"We are now quite alone, Lord Glisfoyle, and can speak plainly. You love Sarita Castelar, and hope to make her your wife?"
"I decline to discuss her with you, Senor Quesada."
"Well, then, I tell you she is pledged to marry me, and I will suffer no man on earth to take her from me."
"You did not speak so to your tool, Colonel Juan Livenza. I am aware of the infamous bargain you made with him."
"I will not allow anyone to take her from me," he said again, between his teeth, the increased tenseness of the tone being his only notice of my words. "You are an English nobleman, and presumably a man of courage. When you were here last time in my house, you struck me. You are now bent on ruining me, and have set everything on that venture. Owing to my sister's interference, you are free; and because she loves you, she is mad enough to stay my hands in dealing with you, knowing, what you also know, things that must be kept secret. And as a crowning stroke you threaten to rob me of the woman I love. Under those circumstances, what think you is the fitting course for two men—two enemies, if you will—placed as you and I are, to pursue?"
"If I understand you, I decline to discuss such a proposal."
"If you are a gentleman and a man of honour, and not a coward, you will find only one answer to my question," he said, his rage deepening in its quiet intensity with every sentence, till each word he uttered was a deliberate insult—an added knot on the lash of his bitter tongue. But I had my temper too well in hand to take fire.
"There are matters you forget. You set your bully, Livenza, upon me first; you used your power as Minister to destroy me; you ordered your police spies to dog me; and you had me gaoled in one of your filthy prisons. In this way you exhausted every means in your power to deal with me officially; and having schemed and tricked and bullied thus in vain, you find yourself at bay, and as a last resource you remember your honour with suspicious tardiness, and think of the means which the gentleman and the man of honour you speak of would have thought of first. I will not fight with you, Senor Quesada."
"You are a coward, then."
"I don't accept your standards in that matter."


--- DIRECTIONS FOR THIS TASK ---
Output the records that follow, keeping every line exactly as it is.

::: DATA EXTRACTS :::

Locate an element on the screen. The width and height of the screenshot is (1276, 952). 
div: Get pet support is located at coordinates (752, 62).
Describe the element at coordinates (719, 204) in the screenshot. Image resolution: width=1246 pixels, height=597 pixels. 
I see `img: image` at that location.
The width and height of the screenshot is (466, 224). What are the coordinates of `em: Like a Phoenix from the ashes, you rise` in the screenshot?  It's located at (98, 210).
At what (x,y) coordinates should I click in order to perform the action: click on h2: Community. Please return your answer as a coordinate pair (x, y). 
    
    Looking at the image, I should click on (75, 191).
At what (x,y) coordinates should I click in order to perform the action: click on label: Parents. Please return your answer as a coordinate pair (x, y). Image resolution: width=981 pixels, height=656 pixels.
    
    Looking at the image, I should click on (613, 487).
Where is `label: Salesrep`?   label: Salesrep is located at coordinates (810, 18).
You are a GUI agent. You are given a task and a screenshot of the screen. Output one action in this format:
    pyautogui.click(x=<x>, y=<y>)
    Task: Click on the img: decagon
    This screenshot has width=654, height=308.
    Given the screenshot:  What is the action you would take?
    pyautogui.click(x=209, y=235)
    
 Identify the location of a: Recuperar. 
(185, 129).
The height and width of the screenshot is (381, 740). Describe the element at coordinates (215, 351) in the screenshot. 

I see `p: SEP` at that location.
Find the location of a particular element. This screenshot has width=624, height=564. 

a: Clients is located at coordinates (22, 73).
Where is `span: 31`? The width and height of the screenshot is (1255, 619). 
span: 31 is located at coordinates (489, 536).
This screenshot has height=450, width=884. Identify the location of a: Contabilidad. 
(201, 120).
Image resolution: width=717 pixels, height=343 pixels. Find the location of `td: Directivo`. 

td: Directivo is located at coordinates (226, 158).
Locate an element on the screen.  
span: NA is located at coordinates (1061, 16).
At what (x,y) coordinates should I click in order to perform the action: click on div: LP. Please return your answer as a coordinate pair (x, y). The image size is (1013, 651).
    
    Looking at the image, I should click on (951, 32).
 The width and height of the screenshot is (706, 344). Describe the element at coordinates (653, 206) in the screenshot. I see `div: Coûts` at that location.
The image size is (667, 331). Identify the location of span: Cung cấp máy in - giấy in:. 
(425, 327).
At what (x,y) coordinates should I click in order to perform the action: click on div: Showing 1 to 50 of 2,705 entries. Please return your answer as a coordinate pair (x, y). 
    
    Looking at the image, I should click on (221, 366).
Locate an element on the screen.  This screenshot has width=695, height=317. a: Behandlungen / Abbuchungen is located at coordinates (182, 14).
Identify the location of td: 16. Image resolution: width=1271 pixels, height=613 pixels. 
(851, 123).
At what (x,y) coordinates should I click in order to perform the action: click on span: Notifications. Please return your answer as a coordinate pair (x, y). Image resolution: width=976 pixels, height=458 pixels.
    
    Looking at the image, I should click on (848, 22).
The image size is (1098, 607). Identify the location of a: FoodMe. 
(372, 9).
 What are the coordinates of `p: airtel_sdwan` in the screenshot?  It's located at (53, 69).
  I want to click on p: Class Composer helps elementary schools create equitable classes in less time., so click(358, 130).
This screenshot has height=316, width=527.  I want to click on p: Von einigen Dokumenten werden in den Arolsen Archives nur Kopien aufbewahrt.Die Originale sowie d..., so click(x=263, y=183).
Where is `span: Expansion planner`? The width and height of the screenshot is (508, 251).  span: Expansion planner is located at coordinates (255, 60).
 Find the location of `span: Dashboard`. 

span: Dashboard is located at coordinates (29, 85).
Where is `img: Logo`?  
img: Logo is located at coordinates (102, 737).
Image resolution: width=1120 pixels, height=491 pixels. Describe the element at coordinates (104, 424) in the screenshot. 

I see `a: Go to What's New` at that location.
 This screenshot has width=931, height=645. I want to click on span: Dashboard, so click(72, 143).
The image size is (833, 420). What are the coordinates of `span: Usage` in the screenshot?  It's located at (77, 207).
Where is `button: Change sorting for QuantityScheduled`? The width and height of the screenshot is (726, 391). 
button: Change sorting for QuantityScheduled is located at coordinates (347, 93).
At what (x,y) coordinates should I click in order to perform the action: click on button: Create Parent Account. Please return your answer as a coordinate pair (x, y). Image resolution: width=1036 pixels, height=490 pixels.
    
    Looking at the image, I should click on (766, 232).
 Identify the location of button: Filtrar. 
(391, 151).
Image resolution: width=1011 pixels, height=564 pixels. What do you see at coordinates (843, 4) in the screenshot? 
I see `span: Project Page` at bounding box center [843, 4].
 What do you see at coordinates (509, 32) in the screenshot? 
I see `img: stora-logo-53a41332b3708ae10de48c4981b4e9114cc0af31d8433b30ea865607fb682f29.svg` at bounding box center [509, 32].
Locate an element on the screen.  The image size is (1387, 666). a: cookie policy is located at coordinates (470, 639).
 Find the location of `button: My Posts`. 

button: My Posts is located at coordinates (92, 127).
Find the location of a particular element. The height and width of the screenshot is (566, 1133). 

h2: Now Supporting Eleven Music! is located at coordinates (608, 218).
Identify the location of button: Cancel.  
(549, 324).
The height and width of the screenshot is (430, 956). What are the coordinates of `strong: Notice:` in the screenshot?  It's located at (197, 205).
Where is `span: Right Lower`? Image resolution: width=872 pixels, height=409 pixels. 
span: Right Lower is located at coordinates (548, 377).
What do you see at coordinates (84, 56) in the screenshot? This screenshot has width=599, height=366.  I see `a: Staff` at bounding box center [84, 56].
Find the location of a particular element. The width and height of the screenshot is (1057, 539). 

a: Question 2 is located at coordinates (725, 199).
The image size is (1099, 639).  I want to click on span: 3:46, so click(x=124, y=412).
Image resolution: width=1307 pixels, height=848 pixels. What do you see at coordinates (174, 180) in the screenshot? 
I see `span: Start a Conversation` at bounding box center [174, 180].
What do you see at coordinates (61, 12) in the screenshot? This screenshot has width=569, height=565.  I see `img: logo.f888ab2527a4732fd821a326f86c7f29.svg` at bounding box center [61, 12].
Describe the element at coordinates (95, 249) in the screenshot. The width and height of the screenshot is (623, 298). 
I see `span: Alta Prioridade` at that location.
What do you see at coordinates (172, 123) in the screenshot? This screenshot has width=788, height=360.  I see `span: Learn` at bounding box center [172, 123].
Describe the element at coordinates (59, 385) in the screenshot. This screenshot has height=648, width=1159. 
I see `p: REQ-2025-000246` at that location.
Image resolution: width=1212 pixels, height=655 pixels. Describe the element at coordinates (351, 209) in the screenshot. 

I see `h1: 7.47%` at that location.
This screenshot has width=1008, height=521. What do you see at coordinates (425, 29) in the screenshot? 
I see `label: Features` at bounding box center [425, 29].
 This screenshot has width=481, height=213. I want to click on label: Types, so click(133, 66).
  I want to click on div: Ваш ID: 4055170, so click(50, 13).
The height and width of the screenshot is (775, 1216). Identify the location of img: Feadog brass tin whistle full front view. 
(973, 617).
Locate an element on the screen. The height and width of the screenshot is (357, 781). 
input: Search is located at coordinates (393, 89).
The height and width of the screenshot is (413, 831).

:::

--- SOLVED PROBLEM ---
Locate an element on the screen. The width and height of the screenshot is (1276, 952). 
div: Get pet support is located at coordinates (752, 62).
Describe the element at coordinates (719, 204) in the screenshot. Image resolution: width=1246 pixels, height=597 pixels. 
I see `img: image` at that location.
The width and height of the screenshot is (466, 224). What are the coordinates of `em: Like a Phoenix from the ashes, you rise` in the screenshot?  It's located at (98, 210).
At what (x,y) coordinates should I click in order to perform the action: click on h2: Community. Please return your answer as a coordinate pair (x, y). 
    
    Looking at the image, I should click on (75, 191).
At what (x,y) coordinates should I click in order to perform the action: click on label: Parents. Please return your answer as a coordinate pair (x, y). Image resolution: width=981 pixels, height=656 pixels.
    
    Looking at the image, I should click on (613, 487).
Where is `label: Salesrep`?   label: Salesrep is located at coordinates (810, 18).
You are a GUI agent. You are given a task and a screenshot of the screen. Output one action in this format:
    pyautogui.click(x=<x>, y=<y>)
    Task: Click on the img: decagon
    This screenshot has width=654, height=308.
    Given the screenshot:  What is the action you would take?
    pyautogui.click(x=209, y=235)
    
 Identify the location of a: Recuperar. 
(185, 129).
The height and width of the screenshot is (381, 740). Describe the element at coordinates (215, 351) in the screenshot. 

I see `p: SEP` at that location.
Find the location of a particular element. This screenshot has width=624, height=564. 

a: Clients is located at coordinates (22, 73).
Where is `span: 31`? The width and height of the screenshot is (1255, 619). 
span: 31 is located at coordinates (489, 536).
This screenshot has height=450, width=884. Identify the location of a: Contabilidad. 
(201, 120).
Image resolution: width=717 pixels, height=343 pixels. Find the location of `td: Directivo`. 

td: Directivo is located at coordinates (226, 158).
Locate an element on the screen.  
span: NA is located at coordinates (1061, 16).
At what (x,y) coordinates should I click in order to perform the action: click on div: LP. Please return your answer as a coordinate pair (x, y). The image size is (1013, 651).
    
    Looking at the image, I should click on (951, 32).
 The width and height of the screenshot is (706, 344). Describe the element at coordinates (653, 206) in the screenshot. I see `div: Coûts` at that location.
The image size is (667, 331). Identify the location of span: Cung cấp máy in - giấy in:. 
(425, 327).
At what (x,y) coordinates should I click in order to perform the action: click on div: Showing 1 to 50 of 2,705 entries. Please return your answer as a coordinate pair (x, y). 
    
    Looking at the image, I should click on (221, 366).
Locate an element on the screen.  This screenshot has width=695, height=317. a: Behandlungen / Abbuchungen is located at coordinates (182, 14).
Identify the location of td: 16. Image resolution: width=1271 pixels, height=613 pixels. 
(851, 123).
At what (x,y) coordinates should I click in order to perform the action: click on span: Notifications. Please return your answer as a coordinate pair (x, y). Image resolution: width=976 pixels, height=458 pixels.
    
    Looking at the image, I should click on (848, 22).
The image size is (1098, 607). Identify the location of a: FoodMe. 
(372, 9).
 What are the coordinates of `p: airtel_sdwan` in the screenshot?  It's located at (53, 69).
  I want to click on p: Class Composer helps elementary schools create equitable classes in less time., so click(358, 130).
This screenshot has height=316, width=527.  I want to click on p: Von einigen Dokumenten werden in den Arolsen Archives nur Kopien aufbewahrt.Die Originale sowie d..., so click(x=263, y=183).
Where is `span: Expansion planner`? The width and height of the screenshot is (508, 251).  span: Expansion planner is located at coordinates (255, 60).
 Find the location of `span: Dashboard`. 

span: Dashboard is located at coordinates (29, 85).
Where is `img: Logo`?  
img: Logo is located at coordinates (102, 737).
Image resolution: width=1120 pixels, height=491 pixels. Describe the element at coordinates (104, 424) in the screenshot. 

I see `a: Go to What's New` at that location.
 This screenshot has width=931, height=645. I want to click on span: Dashboard, so click(72, 143).
The image size is (833, 420). What are the coordinates of `span: Usage` in the screenshot?  It's located at (77, 207).
Where is `button: Change sorting for QuantityScheduled`? The width and height of the screenshot is (726, 391). 
button: Change sorting for QuantityScheduled is located at coordinates (347, 93).
At what (x,y) coordinates should I click in order to perform the action: click on button: Create Parent Account. Please return your answer as a coordinate pair (x, y). Image resolution: width=1036 pixels, height=490 pixels.
    
    Looking at the image, I should click on (766, 232).
 Identify the location of button: Filtrar. 
(391, 151).
Image resolution: width=1011 pixels, height=564 pixels. What do you see at coordinates (843, 4) in the screenshot? 
I see `span: Project Page` at bounding box center [843, 4].
 What do you see at coordinates (509, 32) in the screenshot? 
I see `img: stora-logo-53a41332b3708ae10de48c4981b4e9114cc0af31d8433b30ea865607fb682f29.svg` at bounding box center [509, 32].
Locate an element on the screen.  The image size is (1387, 666). a: cookie policy is located at coordinates (470, 639).
 Find the location of `button: My Posts`. 

button: My Posts is located at coordinates (92, 127).
Find the location of a particular element. The height and width of the screenshot is (566, 1133). 

h2: Now Supporting Eleven Music! is located at coordinates (608, 218).
Identify the location of button: Cancel.  
(549, 324).
The height and width of the screenshot is (430, 956). What are the coordinates of `strong: Notice:` in the screenshot?  It's located at (197, 205).
Where is `span: Right Lower`? Image resolution: width=872 pixels, height=409 pixels. 
span: Right Lower is located at coordinates (548, 377).
What do you see at coordinates (84, 56) in the screenshot? This screenshot has width=599, height=366.  I see `a: Staff` at bounding box center [84, 56].
Find the location of a particular element. The width and height of the screenshot is (1057, 539). 

a: Question 2 is located at coordinates (725, 199).
The image size is (1099, 639).  I want to click on span: 3:46, so click(x=124, y=412).
Image resolution: width=1307 pixels, height=848 pixels. What do you see at coordinates (174, 180) in the screenshot? 
I see `span: Start a Conversation` at bounding box center [174, 180].
What do you see at coordinates (61, 12) in the screenshot? This screenshot has width=569, height=565.  I see `img: logo.f888ab2527a4732fd821a326f86c7f29.svg` at bounding box center [61, 12].
Describe the element at coordinates (95, 249) in the screenshot. The width and height of the screenshot is (623, 298). 
I see `span: Alta Prioridade` at that location.
What do you see at coordinates (172, 123) in the screenshot? This screenshot has width=788, height=360.  I see `span: Learn` at bounding box center [172, 123].
Describe the element at coordinates (59, 385) in the screenshot. This screenshot has height=648, width=1159. 
I see `p: REQ-2025-000246` at that location.
Image resolution: width=1212 pixels, height=655 pixels. Describe the element at coordinates (351, 209) in the screenshot. 

I see `h1: 7.47%` at that location.
This screenshot has width=1008, height=521. What do you see at coordinates (425, 29) in the screenshot? 
I see `label: Features` at bounding box center [425, 29].
 This screenshot has width=481, height=213. I want to click on label: Types, so click(133, 66).
  I want to click on div: Ваш ID: 4055170, so click(50, 13).
The height and width of the screenshot is (775, 1216). Identify the location of img: Feadog brass tin whistle full front view. 
(973, 617).
Locate an element on the screen. The height and width of the screenshot is (357, 781). 
input: Search is located at coordinates (393, 89).
The height and width of the screenshot is (413, 831).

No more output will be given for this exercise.